Fingertip Search

Selected Crime Fiction Reviews

Black Dahlia Red Rose by Piu Eatwell

Although I am a keen crime fiction reader I do not like true crime books very much and tend to avoid them. But for every rule there has to be an exception and in this case it is the notorious Black Dahlia murder discovered on the 15th January 1947 in Leimert Park, Los Angeles. This was a murder so vicious and grotesque that even the most hardened journalists and cops were stunned.

There is no doubt in my mind that Piu Eatwell, in a very fine piece of investigative journalism, has solved this crime once and for all, seventy-plus years after it was committed. Many will know the bare bones of the case: the victim had been beaten, strung up by the wrists, her mouth slashed open from ear to ear, a deep gaping slit cut from the pubic area, and most shockingly of all she had been cut entirely in half through the abdomen, with the two sections arranged a foot apart. She was eventually identified as Elizabeth Short, aged 22, from Medford, Massachusetts, and like so many others, an aspiring actress.

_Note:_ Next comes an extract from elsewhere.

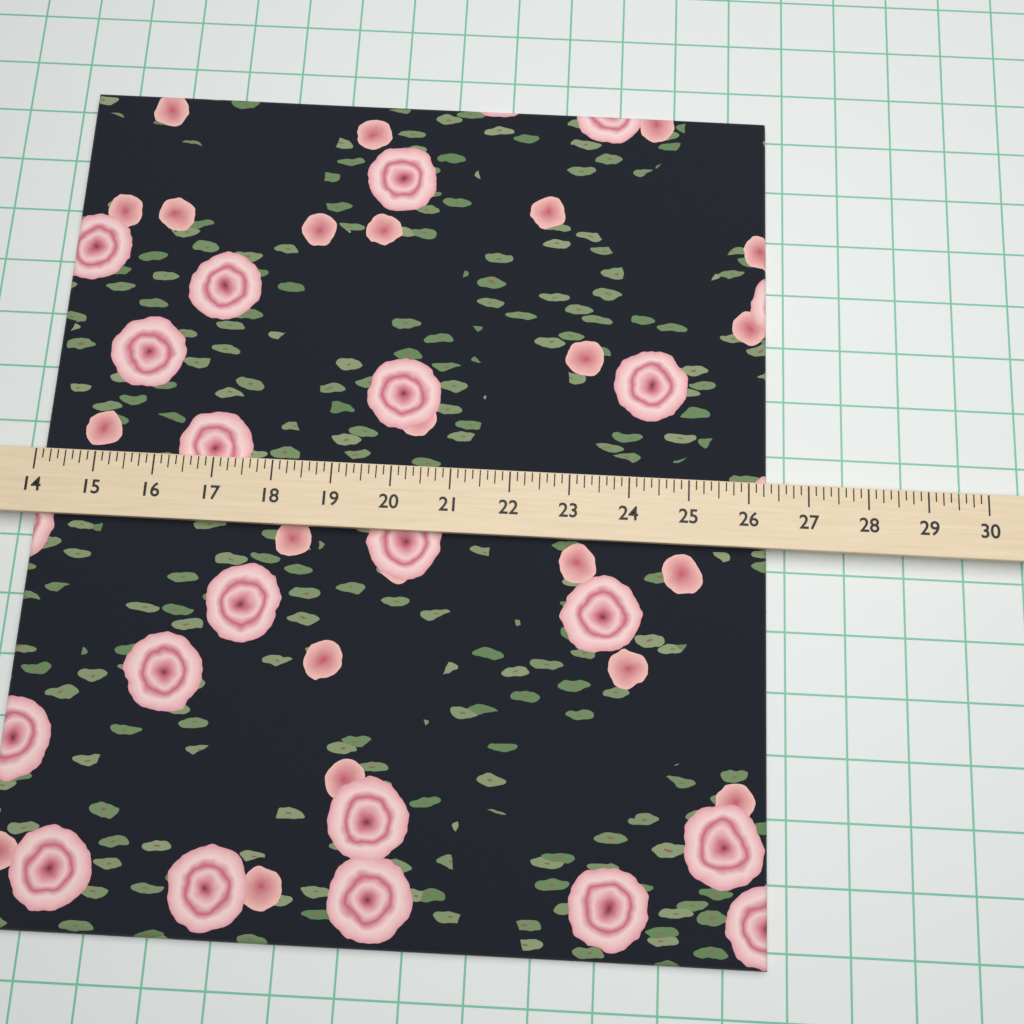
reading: 26.375 (no unit)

As the author demonstrates, in the late 1940s the Los Angeles Police Department was corrupt with many of the patrolmen, captains and lieutenants accepting bribes and kickbacks from local mobsters to turn a blind eye. Worse still, they were almost indifferent to solving crimes and very slow to react to events.

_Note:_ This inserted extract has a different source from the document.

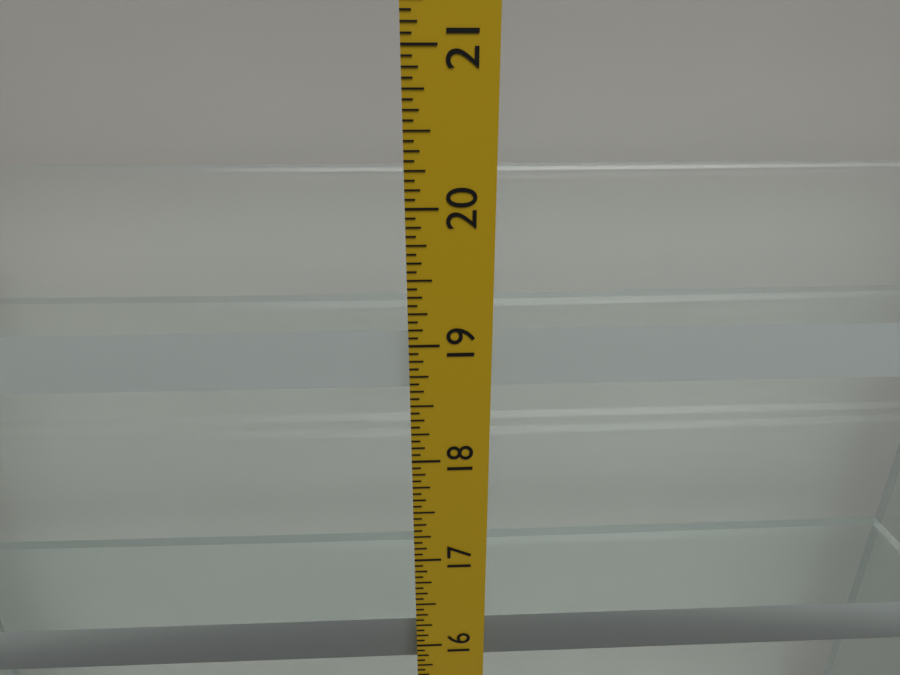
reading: 19.0625 in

As in vintage Hollywood movies the driving force in detection were crime reporters from the dozens of Los Angeles newspapers, each vying to be the first to break lurid stories. For example, Agness Underwood, veteran crime reporter of the Los Angeles Evening Herald-Express was one of the first people at the murder scene, and a short description of her crime reporting career is truly jaw dropping. The newspapers had deeper pockets than the police department, and would spend lavishly to get the edge over their rivals.

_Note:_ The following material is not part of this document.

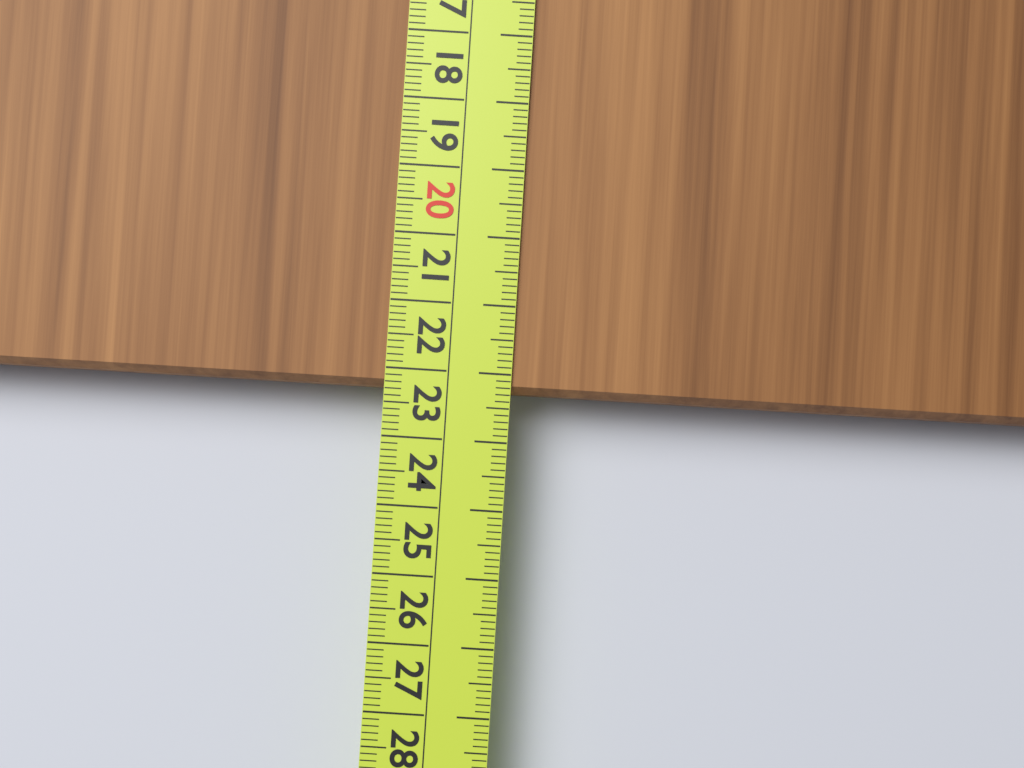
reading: 22.3 cm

Almost unbelievably, there were worse atrocity murders in Los Angeles that same year yet it was the crime reporters nickname for Elizabeth Short that caught the public imagination and made the case so famous. The year before, in 1946, the hit noir film The Blue Dahlia scripted by Raymond Chandler and starring Alan Ladd and Veronica Lake was released. Once it was known that Elizabeth had a profusion of jet black hair it did not take long for the name Black Dahlia to take hold.

Piu Eatwell is a tenacious and diligent investigator, even discovering the motel room (still standing) where Elizabeth was butchered, and by whom and more importantly why she was murdered. Put aside any other theories you may have read, including the fictional account by James Ellroy, as this is the definitive solution.

Elizabeth Short's life is perhaps best summed up by Jimmy Richardson, city editor of the Los Angeles Examiner:

"She was a pitiful wanderer, ricocheting from one cheap job to another and from one cheap man to another in a sad search for a good husband and a home and happiness. Not bad, not good. Just lost and trying to find a way out."

Available at Amazon in paperback for £9.99 or as a Kindle download for £3.99.